Pre-production ran through a full show file build, band rehearsals against the click and stems, and a walk-through of every cue in the set. On-site, we ran a truncated soundcheck, a line-check with the monitor world, a broadcast sync verification, and then the show. Strike was clean, sessions were archived, and the rig was on a truck the next morning.
- Show file build
- Full session architecture built from record stems and additional produced elements — cue lists, program changes, transitions, and click track locked before the first rehearsal.
- Band rehearsals
- Rehearsed against the exact playback rig that would travel to the venue, so the band's feel and the playback's timing became one instrument.
- On-site load-in
- Rig deployed with the same signal chain as rehearsal — no surprise gear, no venue-specific compromises to the audio path.
- Broadcast handoff
- Independent timecode to broadcast truck, verified before doors, with a documented recovery path if the primary feed ever failed.
Every path has a backup. Every backup has a path.
A single-show stadium broadcast rig follows the same rule as a full tour rig — every critical component is mirrored, and every mirror has a documented failover. The difference on a one-night show is that there is no next city to fix anything in. The rig has to walk into the building already correct.
- Playback machines
- Primary + backup rigs, cue-synchronized, on independent power feeds with UPS conditioning.
- Audio interfaces
- Dual interfaces routed through a redundant switcher into monitor world; failover verified during line-check.
- Timecode
- Master clock from the primary session, sent to lighting, video, and broadcast — one source, no ambiguity.
- IEM confidence
- Dedicated confidence feed to the artist and drummer, tuned so the click and cue markers are unambiguous even in a stadium wash.
- Storage + archive
- Session mirrored to two SSDs and one cloud snapshot before load-in; post-show archive captured before strike.
Arrangements grown, not inflated.
Growing songs into a stadium is not about adding layers. It is about identifying which two or three moments in each song deserve to be enormous, and clearing space for them. Everything that surrounds those moments gets tightened, restrained, or removed — so when the big moment hits, it hits into a room that has been prepared for it.

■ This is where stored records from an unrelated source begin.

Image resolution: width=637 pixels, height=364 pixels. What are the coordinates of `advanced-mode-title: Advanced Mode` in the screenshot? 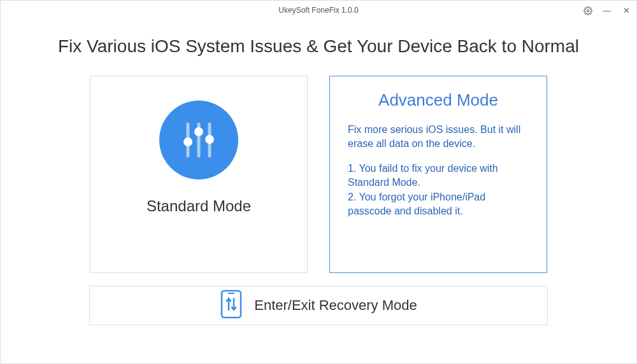 It's located at (438, 101).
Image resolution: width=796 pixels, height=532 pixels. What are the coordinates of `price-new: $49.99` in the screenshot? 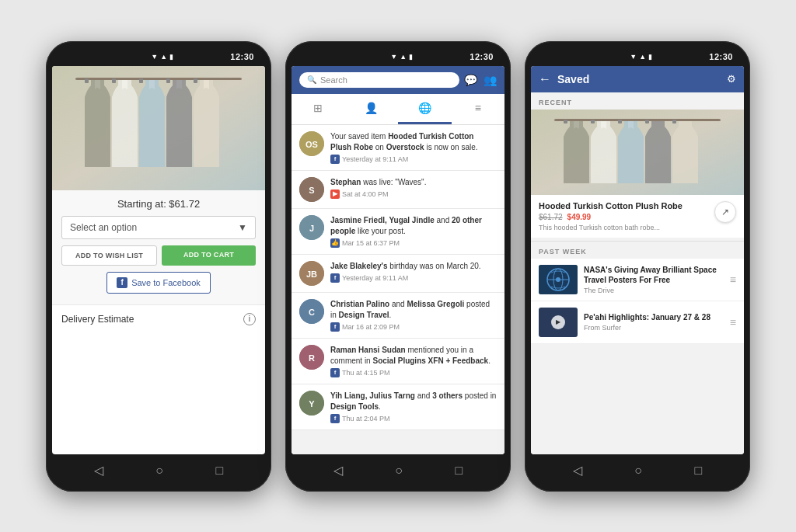 It's located at (580, 217).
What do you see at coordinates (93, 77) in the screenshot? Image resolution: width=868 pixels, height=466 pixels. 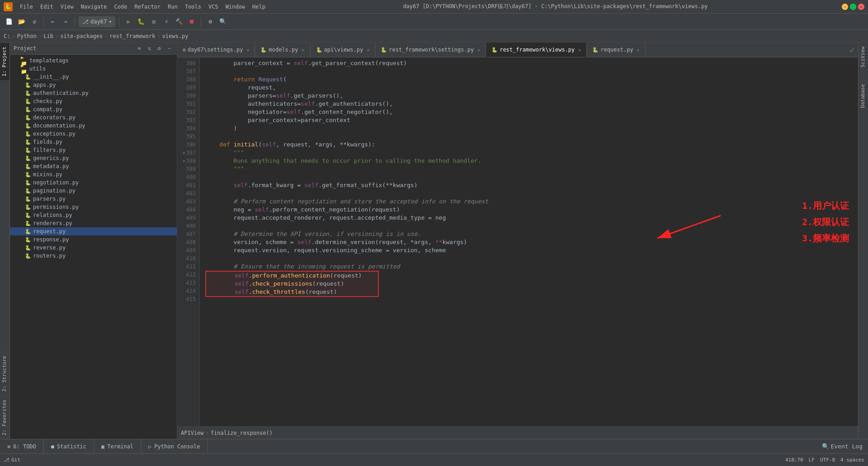 I see `tree-item-init: 🐍 __init__.py` at bounding box center [93, 77].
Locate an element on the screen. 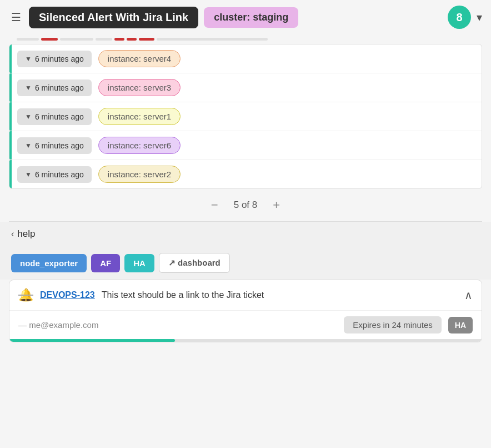 The image size is (491, 448). silence-card-header: 🔔 DEVOPS-123 This text should be a link … is located at coordinates (246, 296).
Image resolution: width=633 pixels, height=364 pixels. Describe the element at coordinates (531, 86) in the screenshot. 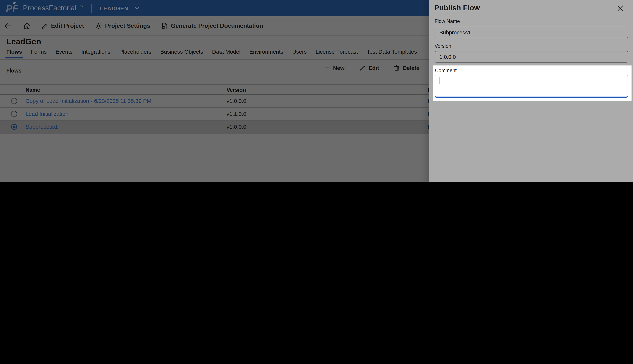

I see `comment-field` at that location.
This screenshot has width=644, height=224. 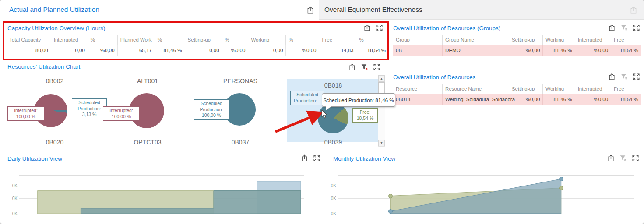 I want to click on scroll-down-button: ▼, so click(x=382, y=143).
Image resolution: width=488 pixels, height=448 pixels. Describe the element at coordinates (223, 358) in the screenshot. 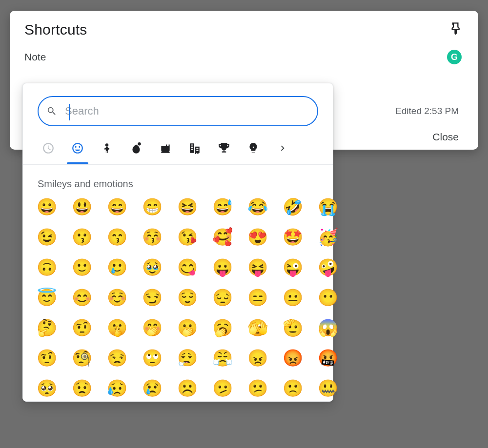

I see `emoji-item: 😤` at that location.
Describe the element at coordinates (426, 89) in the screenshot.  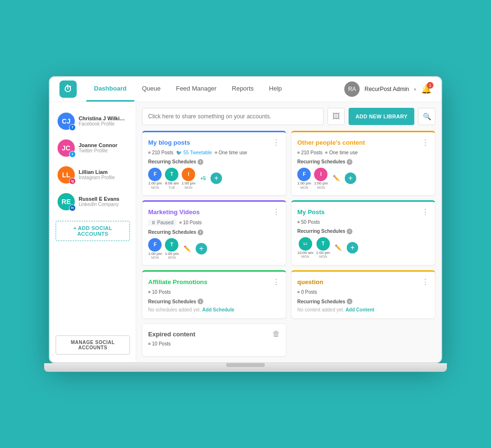
I see `notification-bell: 🔔 1` at that location.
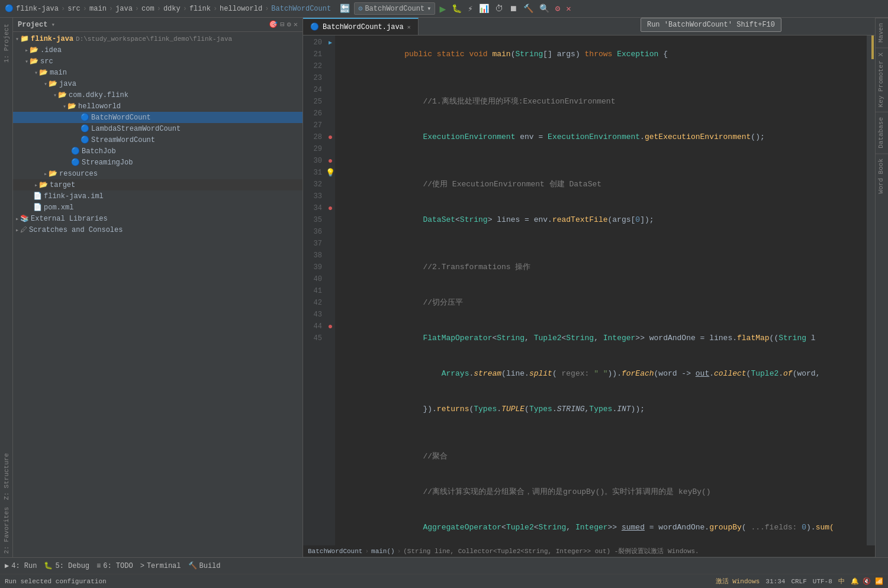 This screenshot has width=888, height=588. I want to click on tree-item-target: ▸ 📂 target, so click(157, 185).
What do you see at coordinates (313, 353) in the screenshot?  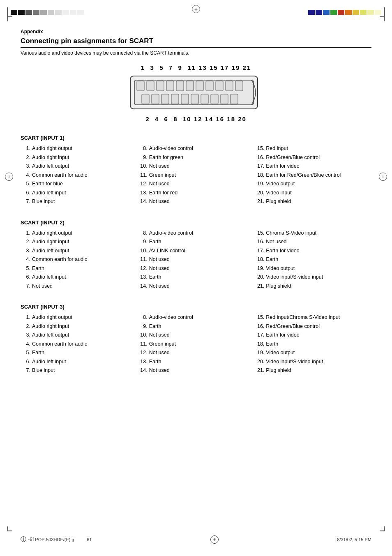 I see `pin-item: 19.Video output` at bounding box center [313, 353].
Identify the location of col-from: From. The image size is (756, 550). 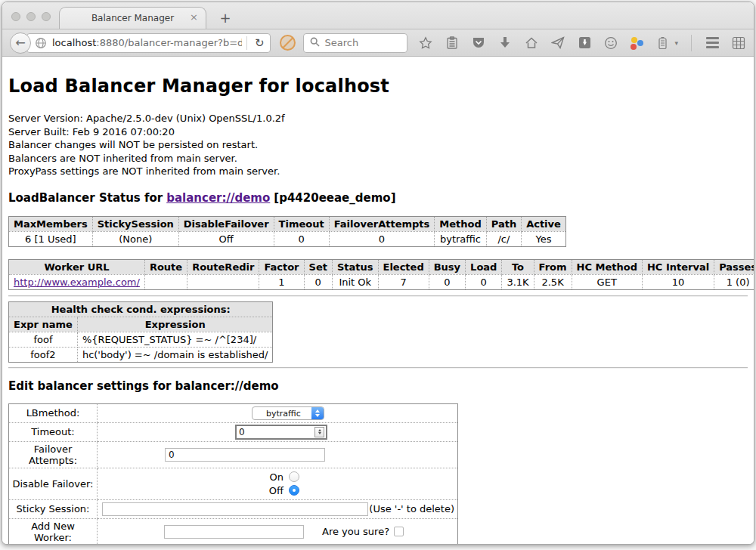
(553, 267).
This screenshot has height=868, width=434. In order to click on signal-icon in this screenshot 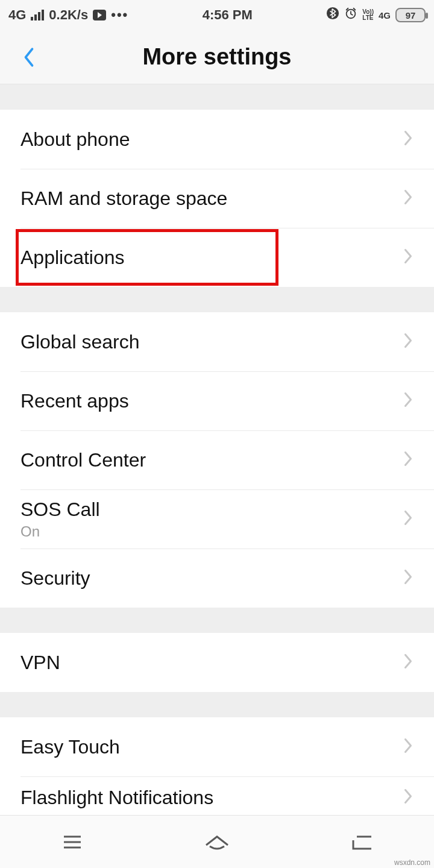, I will do `click(37, 15)`.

Rehearsals ran with the artist in the room whenever possible, so arrangement choices could be tested with the person who actually has to sell them under lights. When something did not feel right, it changed inside the shift — updated in the show file, mirrored to the backup, and re-run before the next rehearsal call.
She walked out looking like she'd always been here.
The measurable result of MD and playback on a first stadium show is the show itself — how it looks and sounds on the night, and how the artist carries themselves through it. Aya delivered Stade de France as if it were her fifth stadium, not her first, which is the outcome the whole production was designed to make possible.
Aya's first-ever stadium performance, delivered with a full playback rig from cold-in to strike.
Single-show, single-shot broadcast — locked click, locked cues, live band, no compromised moments.
No playback failures, no forced recoveries, clean strike and archive before load-out.
Selected frames.
Stade de France · 2026"A first stadium show is a promise the artist makes to the audience. Our job is to make sure the rig keeps it."